Indeed, given their lack of discipline and training it’s incredible there aren’t more self-inflicted casualties. Besides the usual bouts of idiotic celebratory gunfire, among the many nerve wracking scenes of boys playing with dangerous toys that TIME witnessed near Ras Lanuf included a youngster sitting on top of a huge heap of ammunition boxes at a highway checkpoint and nearly knocking over an open artillery shell crate just so he could get more comfortable. And though the opposition claims an explosion at an ammunition depot near Benghazi that killed more than 20 people on Friday was the work of government saboteurs, it could just as likely have been the result of an accident. Meanwhile, though the Libyan government forces fled Benghazi in disarray, they appear to have regained a measure of composure, and according to reports, have dug into Bin Jawad with sniper positions backed by artillery, helicopters, and fighter jets. Fighting will get even tougher if the rebels move closer to Sert, Gaddaff’s hometown, located about midway between Benghazi and Tripoli.

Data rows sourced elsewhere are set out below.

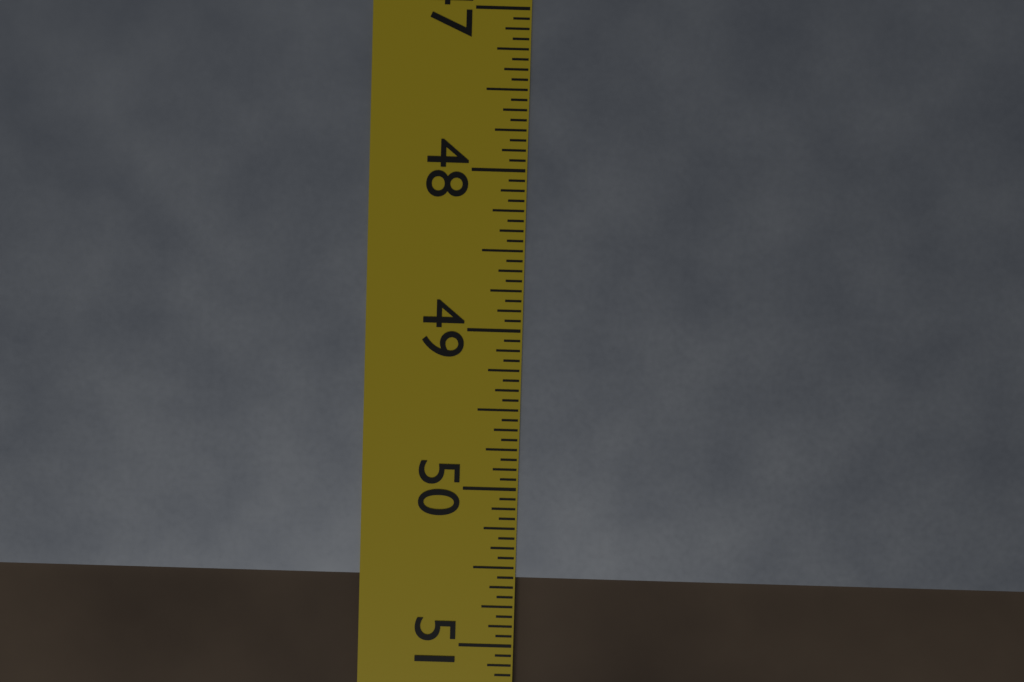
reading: 50.5625 in
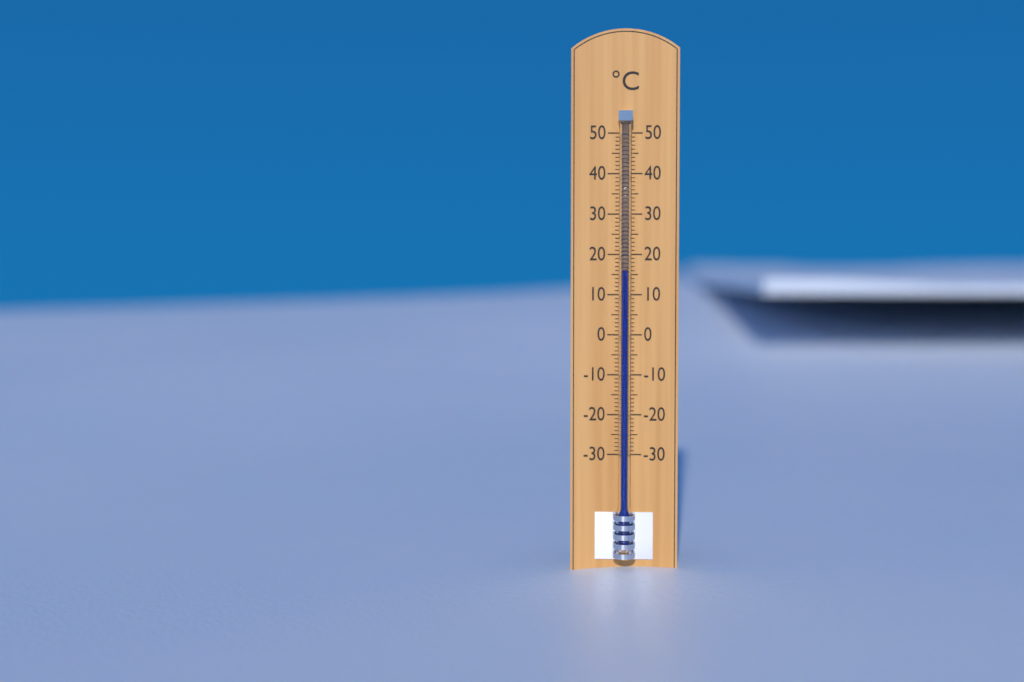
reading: 16 °C
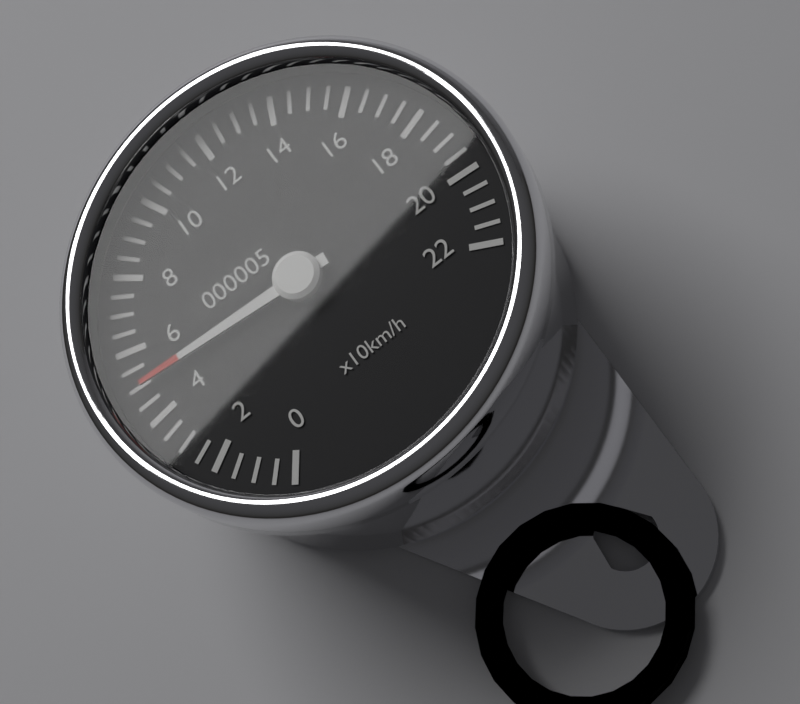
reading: 50 km/h
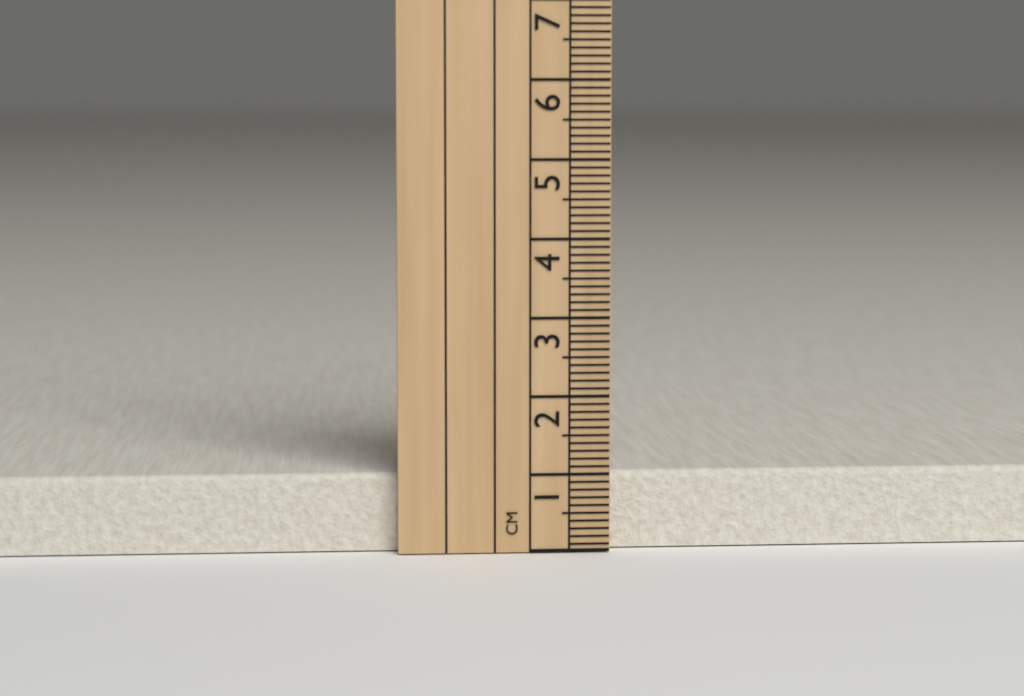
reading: 1.0 cm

Just how long Free Libya’s desert campaign will last is anyone’s guess. During the North African campaign in WWII, supply lines proved crucial. When the Allied air and sea power cut fuel deliveries to German Field Marshall Erwin Rommel’s Arfika Corps, its Panzer tanks ran out of gas in a region where, ironically, some of the world’s largest oil fields were later discovered. Nowadays the rebel government says it has enough cash to pay salaries for the next two months. It’s asking foreign countries to begin recognizing it as Libya’s legitimate authority, a prelude to formally asking oil companies to begin paying them rather than the government in Tripoli. The Benghazi government also says at least one national oil company, the Sert Oil Company located in Ras Lanuf, has broken with Tripoli and sided with the rebels, and the refineries at Ras Lunuf were refueling opposition vehicles free of charge. The rebels are also getting foreign donations of food and medicine delivered to Benghazi’s port. “This isn’t Darfur, there’s not going to be a humanitarian crisis here,” said one rebel government spokesman in Benghazi . “But let’s not kid ourselves. This is a revolution by amateurs. We can’t keep doing this forever.”

Morale may end up playing the decisive factor in this conflict — though it can’t be too high on the Gaddafi side as they shoot on their own people, amid rumors that many soldiers are ordered to fight by their officers at gunpoint. But the regime and its supporters are fighting for their survival. Swift sanctions, asset freezes and threats from international bodies to investigate the regime for crimes against humanity have given the government little incentive to surrender peacefully.

The rebellion too is fighting for its life. Though the Arab League has offered to help broker negotiations, the opposition says there is nothing to discuss and fears that any return by the regime will be the beginning of a massacre. But fear is in short supply among the rebel volunteers, many of whom believe that their miraculous against-the-odds successes are a sign that God is on their side. After an attack helicopter appeared and began rocketing the vicinity, TIME beat a hasty retreat from Ras Lanuf back to Benghazi. But car after car of young men with guns and flags of the old Libyan monarchy, which has become the new emblem of Free Libya, kept speeding down the other side of the highway to fill the breach. One truck was also flying the skull and cross-bones of a Jolly Roger pirate flag, which perhaps better captured the wild spirit of the rebel campaign, which may yet tilt in their favor. As one veteran of north African desert battles, American General George Patton, said: “Nobody ever defended anything successfully. There is only attack and attack, and attack some more.”